In terms of more measures or fewer, there are arguments for fewer measures because a long list of measures is thought to present the prospect of confusion. I think that actually if you have a longer list of measures and if you really are comprehensive in the list of measures for what you pay for, then you’re really transmitting a broader message that the objective is to improve quality and improve the value that you get for the health care dollar.  I think that’s really the message that needs to be sent in value-based purchasing, not doctors should do this or doctors should do that. Doctors should really do a broad range of things that lead to better health for their patients.

Lola: How should providers be rewarded for value?

Guterman:  There are different ways to approach rewarding for value. Certainly you want to reward providers that provide the best care.  There have been studies that found, however, that if you rely only those kinds of measures, then you end up basically making most of your bonus payments to providers who already are at the level that you’re looking for.  If you’re really trying to improve the system, then you need to provide incentives for providers that aren’t where you’d like them to be to get where you’d like them to be.

So I think at some point you need to be able to reward improvement over time, and I think you also, when we have more information and we’re able to be more confident about setting levels of acceptable care, that we might want to pay on that as well. I think a good pay for performance system will basically incorporate measures of all three types of good performance so that we can have rewards for the folks who do it right, incentives for the folks who aren’t quite there yet but are improving, and then some more explicit recognition of the fact that you really need to be at a certain level in order to be considered a top-notch provider.

Physicians, we need you

Medicare, Physicians, health care reform No Comments »

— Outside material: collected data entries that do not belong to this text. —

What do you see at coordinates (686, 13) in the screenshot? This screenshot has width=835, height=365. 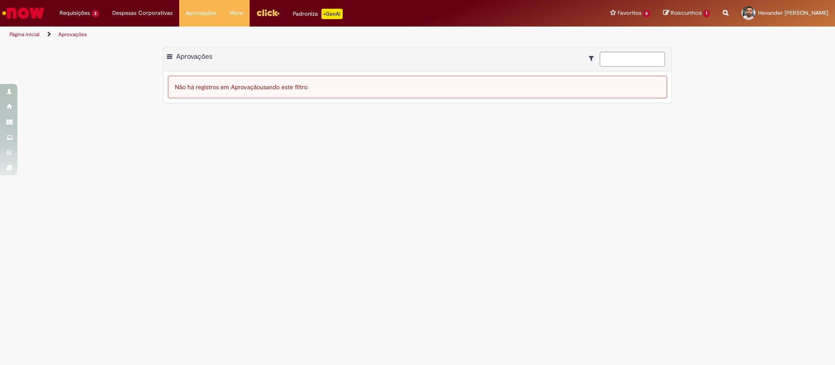 I see `a: Rascunhos` at bounding box center [686, 13].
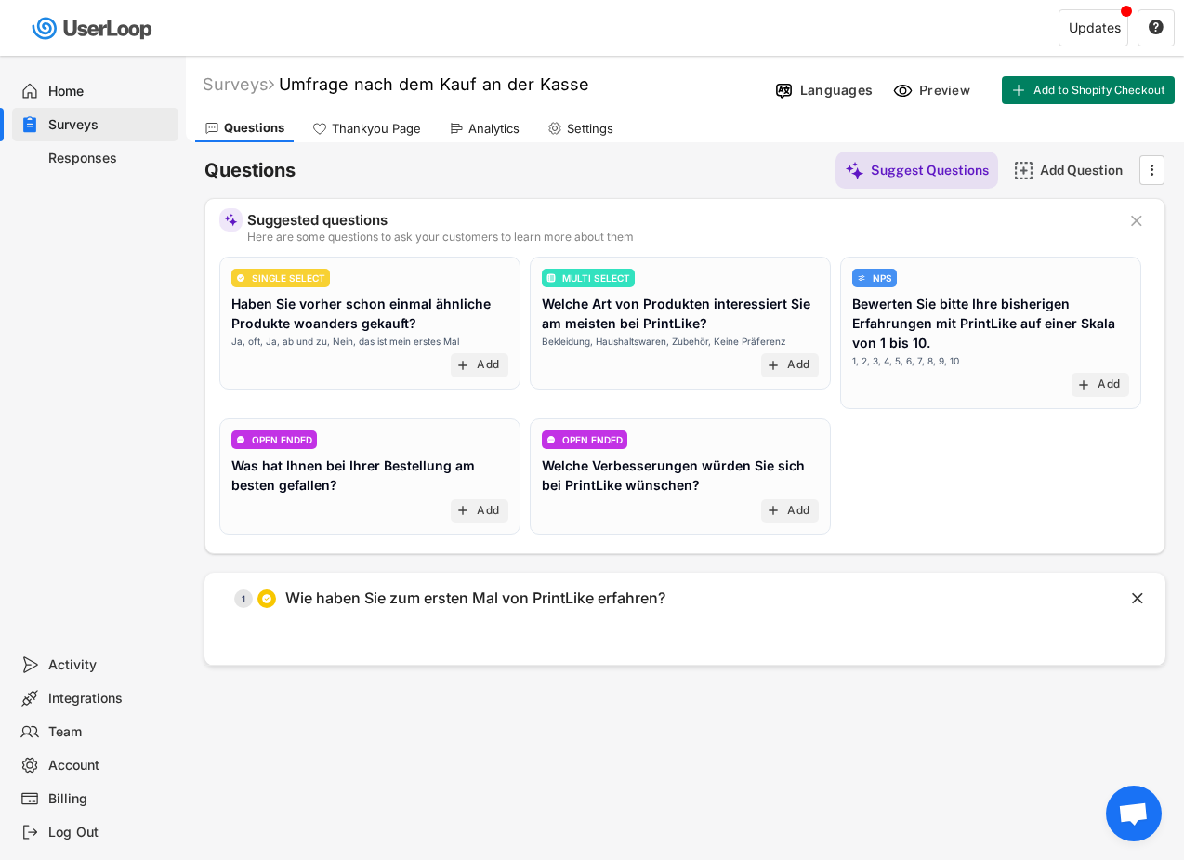 The image size is (1184, 860). Describe the element at coordinates (905, 361) in the screenshot. I see `div: 1, 2, 3, 4, 5, 6, 7, 8, 9, 10` at that location.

It is always surprising to me that physicians perceive themselves to be victims of America’s health care crisis when, in fact, they are the only ones that can save the system. I don’t blame physicians for the problems–there is too much blame to go around to pin it on just one group–but physicians alone have the power to sabotage any proposed reforms.

That’s real power, and that means physicians must be on board with any changes designed to return from the brink. And the only way they will be truly on board is if they help design the changes. Physicians, America needs you to apply the intelligence that got you through medical school to the nation’s health care quality and cost crisis. No, most of you did not sign up for this when you decided to become a physician, but you are the key to solving this mess. So please, proceed with haste.

Robert Laszewski, president of Health Policy and Strategy Associates and one of health care’s truth tellers, says this nicely in his recent post.

Let the fun begin!

Hospitals, MedPAC, Medicare, Physicians, health care reform, health insurance No Comments »

The Medicare Payment Advisory Commission, which guides the nation’s largest health care payer, is suggesting major changes to the way health care is delivered in America.